Wear safety goggles and a lab coat.
PE
As a teen, I had a stick of Sodium metal the size and shape of a 1/4 pound stick of butter. I cut off a big chunk and covered it with Kerosene in a jar with a perforated lid. A group of us "smuggled" it onto the brand new Mansfield bridge across the Monongahela river, upstream from downtown Pittsburgh, in the wee hours of the night and tossed it. It sank and bubbled and then...
Well, you fill in the blanks!I guess I can tell that story after about 60 years. The statute of limitations has run out.
PE
Hi all,
I'm highly risk averse so nitrile gloves, a face shield and a lab apron are standard attire for me when I mix chemistry in the darkroom. In fact, I walked into the kitchen with all this stuff on the other night and knocked about 2.5 years off my dogs life when she saw me.
Ash
Is that how the arrow got broken Frank?
As a teen, I had a stick of Sodium metal the size and shape of a 1/4 pound stick of butter. I cut off a big chunk and covered it with Kerosene in a jar with a perforated lid. A group of us "smuggled" it onto the brand new Mansfield bridge across the Monongahela river, upstream from downtown Pittsburgh, in the wee hours of the night and tossed it. It sank and bubbled and then...

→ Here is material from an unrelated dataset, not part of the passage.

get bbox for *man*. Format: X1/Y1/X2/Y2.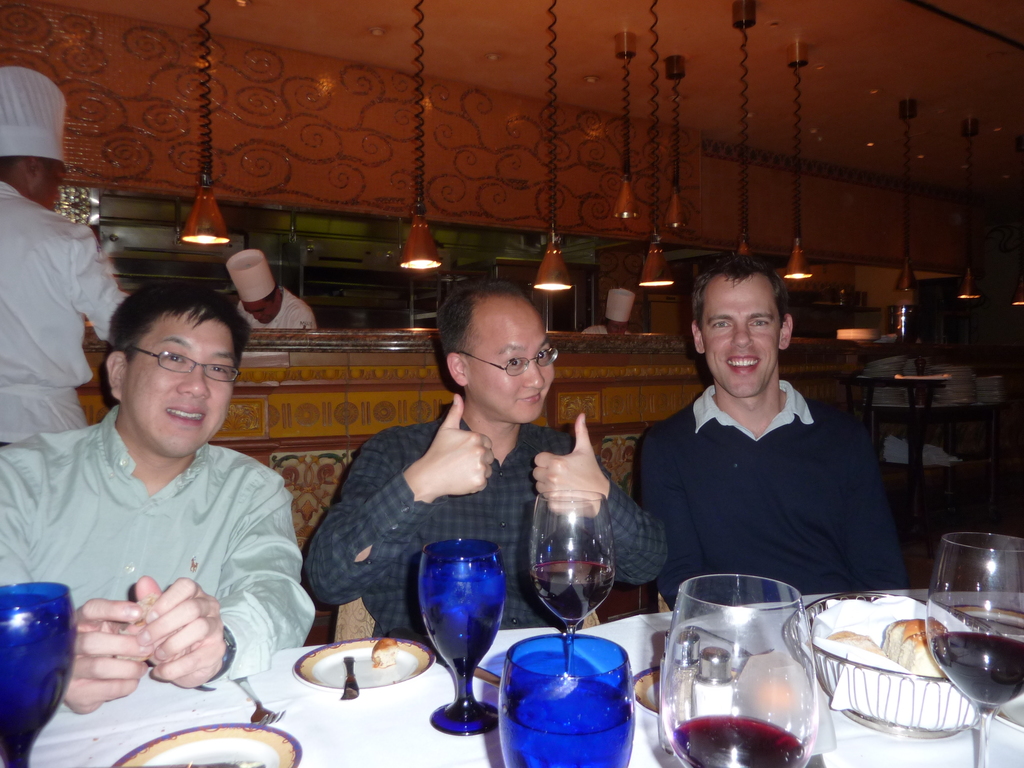
0/65/129/452.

Well, you fill in the blanks!I guess I can tell that story after about 60 years. The statute of limitations has run out.
We were about at the middle of the river here:
http://pghbridges.com/glassport/0594-4466/mansfield.htm
PE
I'm highly risk averse so nitrile gloves, a face
shield and a lab apron are standard attire for
me when I mix chemistry in the darkroom.
A safer suggested replacement for H2SO4 is
NaHSO4, sodium bisulfate. By weight, pure
H2SO4 times 2.82. Dan
Times 1.22 if you are using it for the sulfate ion, times 2.44
if you are adding hydrogen ions. 1.41 or 2.82 respectively if
your bisulfate is monohydrated.
But that substitution only works if the final solution
is highly alkaline.
... snip
So unless you know exactly what you are doing and can work out the maths, I do not recommend substituting one for the other.